The time base corrector sees the burst phase invert at the edit, which looks like a half-cycle timing error. As the TBC lives to get the chroma timing correct, it has to shift the entire picture left or right on the screen by half a cycle of subcarrier.

That then raised the necessity of defining the A and B Type frames in NTSC in terms of the subcarrier to horizontal sync timing, the so-called Sc-H phase. An installation using an accurate Sc-H phase sync pulse generator and an editor that respected the A and B frame sequence could perform edits without picture jumps.

Things were different in Europe, because the adoption of V-switch in PAL color TV led to the subcarrier having a quarter-cycle offset with respect to line rate and this meant that any interference between chroma and the sound carrier was avoided and the frame rate could remain at 50Hz exactly. However the lower frequencies introduced by V-switch meant that the PAL video signal contained an eight-field sequence that can be seen today as the forerunner of the Group of Pictures of MPEG.

To make matters worse the BBC never ratified the EBU's Sc-H standards, so manufacturers would proudly take their EBU specification equipment to the BBC and find that it didn't work because Sc-H phase at the BBC in those days changed with the direction of the wind.

Back in the New World, the problems of using 59.94 Hz were finally palliated with the adoption of the so-called drop-frame time code. This was a bit of a misnomer, because no frames were actually dropped. The reduced frame rate meant they were never there in the first place. What drop-frame actually means is that 0.1 percent of the time codes were dropped at carefully planned intervals so that the time code reading would stay reasonably close to real time.

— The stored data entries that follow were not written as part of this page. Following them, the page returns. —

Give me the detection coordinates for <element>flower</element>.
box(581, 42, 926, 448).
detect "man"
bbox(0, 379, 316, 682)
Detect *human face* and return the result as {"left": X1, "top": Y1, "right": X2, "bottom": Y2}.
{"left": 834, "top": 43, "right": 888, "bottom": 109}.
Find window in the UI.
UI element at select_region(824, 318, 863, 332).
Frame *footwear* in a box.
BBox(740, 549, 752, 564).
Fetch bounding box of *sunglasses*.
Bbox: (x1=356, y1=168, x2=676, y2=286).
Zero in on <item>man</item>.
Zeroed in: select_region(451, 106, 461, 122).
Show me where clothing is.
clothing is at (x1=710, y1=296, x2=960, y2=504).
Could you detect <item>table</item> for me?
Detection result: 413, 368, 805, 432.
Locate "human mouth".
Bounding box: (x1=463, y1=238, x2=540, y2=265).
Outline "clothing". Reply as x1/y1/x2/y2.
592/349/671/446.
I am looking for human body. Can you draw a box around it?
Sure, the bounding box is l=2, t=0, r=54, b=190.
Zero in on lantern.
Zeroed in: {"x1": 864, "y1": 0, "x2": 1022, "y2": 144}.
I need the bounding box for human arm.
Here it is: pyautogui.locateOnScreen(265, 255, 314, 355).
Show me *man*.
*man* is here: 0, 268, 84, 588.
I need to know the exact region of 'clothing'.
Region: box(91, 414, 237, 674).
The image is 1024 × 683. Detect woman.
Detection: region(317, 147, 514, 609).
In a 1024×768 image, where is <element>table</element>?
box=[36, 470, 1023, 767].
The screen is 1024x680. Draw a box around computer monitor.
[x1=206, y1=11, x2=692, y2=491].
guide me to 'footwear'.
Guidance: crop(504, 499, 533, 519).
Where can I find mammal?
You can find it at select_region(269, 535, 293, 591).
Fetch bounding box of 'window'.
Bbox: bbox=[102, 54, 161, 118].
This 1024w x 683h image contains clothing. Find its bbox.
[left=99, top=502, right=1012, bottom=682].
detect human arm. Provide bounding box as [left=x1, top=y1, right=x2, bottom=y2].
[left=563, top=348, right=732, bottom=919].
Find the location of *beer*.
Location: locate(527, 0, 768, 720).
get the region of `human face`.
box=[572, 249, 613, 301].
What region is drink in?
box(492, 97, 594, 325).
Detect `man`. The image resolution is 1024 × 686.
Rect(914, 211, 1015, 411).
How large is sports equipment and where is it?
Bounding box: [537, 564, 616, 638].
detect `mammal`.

Effectively the time code system worked as if the seconds count was obtained by dividing the frame count by 29.97 instead of 30. In order to work with whole numbers this meant dividing by 1000 instead of 1001, except that with time code, every frame is numbered and it is therefore possible for an editor to tell whether a frame is an A frame or a B frame by looking at the time code. In order not to break the AB sequence of NTSC, codes for single frames could not be dropped. They had to be dropped in pairs so the AB sequence would be undisturbed by the code drop. Effectively this meant dividing by 2000 instead of 2002.

The 0.1 percent reduction in frame rate resulted in the video signal having a ten-minute sequence containing eighteen fewer TV frames than a pure 60Hz system would have. This suggested a very simple scheme that is easy to remember whereby at the beginning of every minute except the tenth, two time codes are dropped. Dropping two codes nine times in ten minutes gave the necessary 18-frame correction. Every NTSC editor knew the rules, so it wouldn't go looking for a time code that didn't exist.

Then along came digital audio that initially recorded on videocassettes to get enough bandwidth. The sampling rate of 44.1KHz came about because it could be supported by a 50Hz VCR recording 3 samples on 294 lines per field or by a 60Hz VCR recording three samples on 245 lines per field. Compact Disc production recorders were based on black and white U-Matic VCRs and ran at 60 Hz exactly.

Digital VTRs for production had to adopt the AES standard audio sampling rate of 48KHz, even though the rotary heads were locked to 59.94Hz in NTSC countries. As the frame rate is slightly low, there were 48,048 audio samples in 60 fields and not 48,000. This meant the audio blocks on the tape would contain varying numbers of samples in a pattern so that in the long term the correct sampling rate was recorded.

59.94 Hz was only necessary to prevent sound and picture interference in NTSC broadcasts. It was possible to play, for example, a C-format NTSC videotape at 60Hz exactly because the sound had its own tape track. Once the broadcasting of NTSC ended, the requirement for 59.94 Hz went away and it became a pain in the ass that persisted purely because of inertia rather than any technical requirement.